Originally published in the April 5, 2017 print edition of the West Sacramento News-Ledger
West Sacramento’s Urban Farm program is preparing to grow with a new location on the property of the Barn, which is planned to begin the process of sprouting produce by the end of April, according to the program’s manager Sara Bernal.
The new farm, which will be just over a quarter of an acre, is the city’s fifth and joins the farms at 5th and C, Lake Washington, Cummins Way, and the Fiery Ginger Farm, which is located behind Yolo High School at 919 West Acre Road.
The Urban Farm program is a collaborative effort headed by the Winters-based non-profit Center for Land-Based Learning. Its main partners include Raley’s, Nugget Markets, Community Business Bank, Bayer Crop Science and the city of West Sacramento’s Chamber of Commerce.
“[The new site] is going to be really, really amazing because it’s not only a partnership with Fulcrum Reality, [who owns the land], Raley’s is also a huge sponsor on that site,” said Bernal, who started the program in 2014. “We’re going to be growing food at that farm that will be sold directly to Raley’s supermarkets here in West Sac. Drake’s Brewery is going to be taking over space at the Barn, so we’ll be growing food for that restaurant.”
The farm will additionally support a farm stand and food produced at the new site will be sold at the West Sacramento Farmers Market, which will be moving to the Barn when it returns this summer.
“The produce that will come out of there is definitely going to make its way through a lot of different avenues and it’s also a way for us to test out new markets for the farmers,” said Bernal, who will be farming the new site until farmers are assigned to it. “It’ll be growing anywhere between 30 and 40 different vegetables and melons.”
Mary Kimball, executive director for the Center for Land-Based Learning, said the new farm site has been in discussion for several years and she’s happy to see it finally coming to fruition.
“The opportunity is so great there because it’s so open and so many people are going to see it because it’s right next to the Barn,” Kimball said. “There’s just so much excitement around the riverfront. [The Barn] will be the first of its kind in the Sacramento region that has a farm attached to it and a farm stand and a way for people to really connect to the agriculture of the region.”
The Urban Farm program is part of the California Farm Academy incubator program, which trains farmers in both farming and business. Bernal said a lot of the country’s farmers are retiring and that a new workforce being trained will be important to the country’s agricultural future.
She added that the academy and the Urban Farm program are a way for people who want to become farmers but have little-to-no knowledge of farming to get into the business.
“We break those barriers by working with all these different types of people who actually have access to land and take the time to get contracts to have five-year-at-a-time renewable leases,” Bernal said. “That by itself, I think, is one of the larger advantages of having an incubator program. Most of these land owners wouldn’t want to lease land to Joe Schmoe, but they’ll lease it to a reputable non-profit that’s operating a program.”
Bernal said a big part of her job, aside from establishing locations for the farms, is fundraising. She said each farm costs approximately $40,000 to establish. A lot of that funding comes from the partners of the program.
Fiery Ginger, for instance, was fully funded by Raley’s and a portion of its crops go to the grocery chain’s Food for Families program, which helps provide food for hungry families, according to the site’s farmers Hope Sippola and Shayne Zurilgen.
Zurilgen is a former middle school teacher and Sippola formerly ran a farm at a middle school in Davis. Both got into full-time farming later in life, which Bernal said is fairly common with the Urban Farm program. Zurilgen and Sippola met through the farm academy.
The Fiery Ginger farm, named after Hope because, as she puts it, she’s a ginger, took root at the Yolo High School location about a year ago, and is a prime example of some of the benefits the farms bring to the community.
One of the biggest benefits of the Fiery Ginger farm in particular is the work its farmers do with local youth.
“We’re a for-profit farm, but a lot of our mission is working with the schools,” Sippola said. “We work with schools here in West Sac and provide some educational stuff and opportunities for these Yolo High kids to get some community service hours, field trips and other stuff.”
Sippola added that she and her business partner host students of all age groups at the farm and that while on the farm, the students participate in various activities from helping plant to learning about raising chickens.
The farmers said they also work four days a week with a transition to adult living program that helps 18-22-year-old students living with intellectual disabilities become more independent in adulthood.
“We are hoping that we can develop a business model that’s sustainable financially, but also can provide all these other types of services to the community and engender respect and support from the community as a result,” Zurilgen said.
Zurilgen praised the farm-to-fork movement that has become such a big deal over the last decade, but said although it’s generated a lot of interest, there’s still a lot of work to be done for people to recognize the importance of healthy eating and that quality food costs more.
“That said, all this kind of promotion of that concept, farm-to-fork, has opened doors for us to work with schools,” Zurilgen said. “I mean I worked at a school for 15 years, the lunch system was terrible. People are starting to see that it’s important how you raise food and investing in your health. I think those concepts are becoming commonplace now.”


Try it ▸ Copy every entry below, exactly and in full.

Collected data
_ _ _

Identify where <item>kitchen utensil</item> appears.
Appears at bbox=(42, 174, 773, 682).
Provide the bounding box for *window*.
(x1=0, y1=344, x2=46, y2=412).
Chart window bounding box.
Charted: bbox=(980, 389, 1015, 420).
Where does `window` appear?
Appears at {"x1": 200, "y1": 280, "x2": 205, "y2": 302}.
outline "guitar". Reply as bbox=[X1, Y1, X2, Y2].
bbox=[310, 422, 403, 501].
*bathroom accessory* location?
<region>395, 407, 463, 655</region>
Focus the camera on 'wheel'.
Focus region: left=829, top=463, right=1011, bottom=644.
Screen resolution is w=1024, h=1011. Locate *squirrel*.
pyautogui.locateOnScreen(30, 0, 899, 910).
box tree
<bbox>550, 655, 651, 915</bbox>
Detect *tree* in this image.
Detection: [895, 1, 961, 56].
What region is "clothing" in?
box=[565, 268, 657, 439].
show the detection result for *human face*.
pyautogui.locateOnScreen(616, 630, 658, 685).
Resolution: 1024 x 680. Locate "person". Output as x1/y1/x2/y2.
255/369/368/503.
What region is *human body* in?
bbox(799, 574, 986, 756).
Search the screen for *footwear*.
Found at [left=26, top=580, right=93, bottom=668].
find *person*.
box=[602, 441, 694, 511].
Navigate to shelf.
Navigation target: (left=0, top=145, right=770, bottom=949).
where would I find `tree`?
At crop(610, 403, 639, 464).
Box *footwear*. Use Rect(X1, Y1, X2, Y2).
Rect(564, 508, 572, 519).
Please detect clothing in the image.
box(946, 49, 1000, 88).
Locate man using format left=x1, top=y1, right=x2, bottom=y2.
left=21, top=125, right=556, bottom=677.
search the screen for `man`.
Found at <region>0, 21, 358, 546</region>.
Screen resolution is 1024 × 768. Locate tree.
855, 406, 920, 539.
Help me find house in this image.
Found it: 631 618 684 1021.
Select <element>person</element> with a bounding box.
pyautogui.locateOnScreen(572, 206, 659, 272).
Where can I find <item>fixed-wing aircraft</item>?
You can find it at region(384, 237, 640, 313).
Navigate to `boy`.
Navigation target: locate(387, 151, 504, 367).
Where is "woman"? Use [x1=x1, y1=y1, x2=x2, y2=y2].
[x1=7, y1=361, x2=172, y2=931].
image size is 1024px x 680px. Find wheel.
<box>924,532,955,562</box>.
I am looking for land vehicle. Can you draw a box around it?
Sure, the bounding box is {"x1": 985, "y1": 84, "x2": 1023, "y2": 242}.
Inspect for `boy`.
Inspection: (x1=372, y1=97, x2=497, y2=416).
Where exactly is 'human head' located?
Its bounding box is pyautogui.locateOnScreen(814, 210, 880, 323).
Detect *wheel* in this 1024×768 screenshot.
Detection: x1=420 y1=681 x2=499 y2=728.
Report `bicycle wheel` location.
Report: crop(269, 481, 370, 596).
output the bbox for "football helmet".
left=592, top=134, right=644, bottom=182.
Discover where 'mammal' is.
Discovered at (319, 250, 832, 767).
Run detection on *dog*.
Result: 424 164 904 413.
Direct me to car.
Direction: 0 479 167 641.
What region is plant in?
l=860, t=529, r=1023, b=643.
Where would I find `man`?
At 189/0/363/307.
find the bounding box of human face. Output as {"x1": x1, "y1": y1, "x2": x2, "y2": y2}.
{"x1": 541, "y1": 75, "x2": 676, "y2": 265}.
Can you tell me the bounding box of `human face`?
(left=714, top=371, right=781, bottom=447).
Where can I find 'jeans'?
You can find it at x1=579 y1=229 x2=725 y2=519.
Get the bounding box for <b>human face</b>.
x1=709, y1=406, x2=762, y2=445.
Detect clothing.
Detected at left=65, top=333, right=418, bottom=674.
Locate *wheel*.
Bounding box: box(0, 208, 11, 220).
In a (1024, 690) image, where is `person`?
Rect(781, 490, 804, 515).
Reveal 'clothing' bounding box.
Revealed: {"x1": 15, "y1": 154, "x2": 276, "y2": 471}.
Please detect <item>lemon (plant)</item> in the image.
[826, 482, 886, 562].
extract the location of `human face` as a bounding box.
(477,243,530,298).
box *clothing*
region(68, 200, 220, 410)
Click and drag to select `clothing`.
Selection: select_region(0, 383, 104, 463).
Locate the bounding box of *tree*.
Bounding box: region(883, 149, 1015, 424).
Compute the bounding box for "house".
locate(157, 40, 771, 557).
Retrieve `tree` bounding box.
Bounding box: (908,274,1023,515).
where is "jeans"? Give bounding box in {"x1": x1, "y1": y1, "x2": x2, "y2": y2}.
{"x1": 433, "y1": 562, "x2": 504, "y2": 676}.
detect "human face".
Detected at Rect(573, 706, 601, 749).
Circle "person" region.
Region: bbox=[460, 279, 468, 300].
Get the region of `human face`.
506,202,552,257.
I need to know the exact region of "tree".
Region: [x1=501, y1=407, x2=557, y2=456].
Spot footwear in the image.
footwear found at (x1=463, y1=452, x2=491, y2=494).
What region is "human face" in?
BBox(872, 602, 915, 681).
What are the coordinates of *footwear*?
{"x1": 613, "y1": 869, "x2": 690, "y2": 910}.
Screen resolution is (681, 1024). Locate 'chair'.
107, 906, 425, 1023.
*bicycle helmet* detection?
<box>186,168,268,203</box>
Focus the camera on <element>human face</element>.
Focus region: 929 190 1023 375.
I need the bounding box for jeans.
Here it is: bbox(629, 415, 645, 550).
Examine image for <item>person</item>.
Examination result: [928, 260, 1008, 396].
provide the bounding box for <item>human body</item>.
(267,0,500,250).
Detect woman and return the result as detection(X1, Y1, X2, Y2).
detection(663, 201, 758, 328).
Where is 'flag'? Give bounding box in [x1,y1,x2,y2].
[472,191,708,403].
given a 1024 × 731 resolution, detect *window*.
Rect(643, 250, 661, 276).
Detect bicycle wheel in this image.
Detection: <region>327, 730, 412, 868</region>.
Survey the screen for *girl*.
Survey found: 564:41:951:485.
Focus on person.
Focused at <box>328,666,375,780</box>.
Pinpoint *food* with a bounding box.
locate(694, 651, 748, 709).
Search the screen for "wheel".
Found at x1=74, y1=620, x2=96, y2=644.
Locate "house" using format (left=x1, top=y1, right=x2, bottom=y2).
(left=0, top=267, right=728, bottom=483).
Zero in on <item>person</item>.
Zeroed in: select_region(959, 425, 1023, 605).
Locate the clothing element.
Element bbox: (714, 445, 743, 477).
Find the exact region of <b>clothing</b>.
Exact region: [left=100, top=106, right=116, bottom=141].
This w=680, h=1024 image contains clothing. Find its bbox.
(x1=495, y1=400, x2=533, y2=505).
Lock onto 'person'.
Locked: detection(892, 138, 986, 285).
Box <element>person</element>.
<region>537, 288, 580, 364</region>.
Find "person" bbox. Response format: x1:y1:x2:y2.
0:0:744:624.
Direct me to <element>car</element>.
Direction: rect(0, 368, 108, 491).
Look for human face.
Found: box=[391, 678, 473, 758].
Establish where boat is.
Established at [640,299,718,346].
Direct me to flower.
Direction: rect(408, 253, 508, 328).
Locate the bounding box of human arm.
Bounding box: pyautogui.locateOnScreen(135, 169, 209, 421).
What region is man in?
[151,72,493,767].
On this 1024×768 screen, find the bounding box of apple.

_ _ _

Solved problem ▸
Identify where <item>kitchen utensil</item> appears.
Appears at bbox=(42, 174, 773, 682).
Provide the bounding box for *window*.
(x1=0, y1=344, x2=46, y2=412).
Chart window bounding box.
Charted: bbox=(980, 389, 1015, 420).
Where does `window` appear?
Appears at {"x1": 200, "y1": 280, "x2": 205, "y2": 302}.
outline "guitar". Reply as bbox=[X1, Y1, X2, Y2].
bbox=[310, 422, 403, 501].
*bathroom accessory* location?
<region>395, 407, 463, 655</region>
Focus the camera on 'wheel'.
Focus region: left=829, top=463, right=1011, bottom=644.
Screen resolution is w=1024, h=1011. Locate *squirrel*.
pyautogui.locateOnScreen(30, 0, 899, 910).
box tree
<bbox>550, 655, 651, 915</bbox>
Detect *tree* in this image.
Detection: [895, 1, 961, 56].
What region is "clothing" in?
box=[565, 268, 657, 439].
show the detection result for *human face*.
pyautogui.locateOnScreen(616, 630, 658, 685).
Resolution: 1024 x 680. Locate "person". Output as x1/y1/x2/y2.
255/369/368/503.
What region is *human body* in?
bbox(799, 574, 986, 756).
Search the screen for *footwear*.
Found at [left=26, top=580, right=93, bottom=668].
find *person*.
box=[602, 441, 694, 511].
Navigate to shelf.
Navigation target: (left=0, top=145, right=770, bottom=949).
where would I find `tree`?
At crop(610, 403, 639, 464).
Box *footwear*. Use Rect(X1, Y1, X2, Y2).
Rect(564, 508, 572, 519).
Please detect clothing in the image.
box(946, 49, 1000, 88).
Locate man using format left=x1, top=y1, right=x2, bottom=y2.
left=21, top=125, right=556, bottom=677.
search the screen for `man`.
Found at <region>0, 21, 358, 546</region>.
Screen resolution is 1024 × 768. Locate tree.
855, 406, 920, 539.
Help me find house in this image.
Found it: 631 618 684 1021.
Select <element>person</element> with a bounding box.
pyautogui.locateOnScreen(572, 206, 659, 272).
Where can I find <item>fixed-wing aircraft</item>?
You can find it at region(384, 237, 640, 313).
Navigate to `boy`.
Navigation target: locate(387, 151, 504, 367).
Where is "woman"? Use [x1=x1, y1=y1, x2=x2, y2=y2].
[x1=7, y1=361, x2=172, y2=931].
image size is 1024px x 680px. Find wheel.
<box>924,532,955,562</box>.
I am looking for land vehicle. Can you draw a box around it?
Sure, the bounding box is {"x1": 985, "y1": 84, "x2": 1023, "y2": 242}.
Inspect for `boy`.
Inspection: (x1=372, y1=97, x2=497, y2=416).
Where exactly is 'human head' located?
Its bounding box is pyautogui.locateOnScreen(814, 210, 880, 323).
Detect *wheel* in this 1024×768 screenshot.
Detection: x1=420 y1=681 x2=499 y2=728.
Report `bicycle wheel` location.
Report: crop(269, 481, 370, 596).
output the bbox for "football helmet".
left=592, top=134, right=644, bottom=182.
Discover where 'mammal' is.
Discovered at (319, 250, 832, 767).
Run detection on *dog*.
Result: 424 164 904 413.
Direct me to car.
Direction: 0 479 167 641.
What region is plant in?
l=860, t=529, r=1023, b=643.
Where would I find `man`?
At 189/0/363/307.
find the bounding box of human face. Output as {"x1": x1, "y1": y1, "x2": x2, "y2": y2}.
{"x1": 541, "y1": 75, "x2": 676, "y2": 265}.
Can you tell me the bounding box of `human face`?
(left=714, top=371, right=781, bottom=447).
Where can I find 'jeans'?
You can find it at x1=579 y1=229 x2=725 y2=519.
Get the bounding box for <b>human face</b>.
x1=709, y1=406, x2=762, y2=445.
Detect clothing.
Detected at left=65, top=333, right=418, bottom=674.
Locate *wheel*.
Bounding box: box(0, 208, 11, 220).
In a (1024, 690) image, where is `person`?
Rect(781, 490, 804, 515).
Reveal 'clothing' bounding box.
Revealed: {"x1": 15, "y1": 154, "x2": 276, "y2": 471}.
Please detect <item>lemon (plant)</item> in the image.
[826, 482, 886, 562].
extract the location of `human face` as a bounding box.
(477,243,530,298).
box *clothing*
region(68, 200, 220, 410)
Click and drag to select `clothing`.
Selection: select_region(0, 383, 104, 463).
Locate the bounding box of *tree*.
Bounding box: region(883, 149, 1015, 424).
Compute the bounding box for "house".
locate(157, 40, 771, 557).
Retrieve `tree` bounding box.
Bounding box: (908,274,1023,515).
where is "jeans"? Give bounding box in {"x1": x1, "y1": y1, "x2": x2, "y2": y2}.
{"x1": 433, "y1": 562, "x2": 504, "y2": 676}.
detect "human face".
Detected at Rect(573, 706, 601, 749).
Circle "person" region.
Region: bbox=[460, 279, 468, 300].
Get the region of `human face`.
506,202,552,257.
I need to know the exact region of "tree".
Region: [x1=501, y1=407, x2=557, y2=456].
Spot footwear in the image.
footwear found at (x1=463, y1=452, x2=491, y2=494).
What region is "human face" in?
BBox(872, 602, 915, 681).
What are the coordinates of *footwear*?
{"x1": 613, "y1": 869, "x2": 690, "y2": 910}.
Screen resolution is (681, 1024). Locate 'chair'.
107, 906, 425, 1023.
*bicycle helmet* detection?
<box>186,168,268,203</box>
Focus the camera on <element>human face</element>.
Focus region: 929 190 1023 375.
I need the bounding box for jeans.
Here it is: bbox(629, 415, 645, 550).
Examine image for <item>person</item>.
Examination result: [928, 260, 1008, 396].
provide the bounding box for <item>human body</item>.
(267,0,500,250).
Detect woman and return the result as detection(X1, Y1, X2, Y2).
detection(663, 201, 758, 328).
Where is 'flag'? Give bounding box in [x1,y1,x2,y2].
[472,191,708,403].
given a 1024 × 731 resolution, detect *window*.
Rect(643, 250, 661, 276).
Detect bicycle wheel in this image.
Detection: <region>327, 730, 412, 868</region>.
Survey the screen for *girl*.
Survey found: 564:41:951:485.
Focus on person.
Focused at <box>328,666,375,780</box>.
Pinpoint *food* with a bounding box.
locate(694, 651, 748, 709).
Search the screen for "wheel".
Found at x1=74, y1=620, x2=96, y2=644.
Locate "house" using format (left=x1, top=y1, right=x2, bottom=y2).
(left=0, top=267, right=728, bottom=483).
Zero in on <item>person</item>.
Zeroed in: select_region(959, 425, 1023, 605).
Locate the clothing element.
Element bbox: (714, 445, 743, 477).
Find the exact region of <b>clothing</b>.
Exact region: [left=100, top=106, right=116, bottom=141].
This w=680, h=1024 image contains clothing. Find its bbox.
(x1=495, y1=400, x2=533, y2=505).
Lock onto 'person'.
Locked: detection(892, 138, 986, 285).
Box <element>person</element>.
<region>537, 288, 580, 364</region>.
Find "person" bbox. Response format: x1:y1:x2:y2.
0:0:744:624.
Direct me to <element>car</element>.
Direction: rect(0, 368, 108, 491).
Look for human face.
Found: box=[391, 678, 473, 758].
Establish where boat is.
Established at [640,299,718,346].
Direct me to flower.
Direction: rect(408, 253, 508, 328).
Locate the bounding box of human arm.
Bounding box: pyautogui.locateOnScreen(135, 169, 209, 421).
What region is man in?
[151,72,493,767].
On this 1024×768 screen, find the bounding box of apple.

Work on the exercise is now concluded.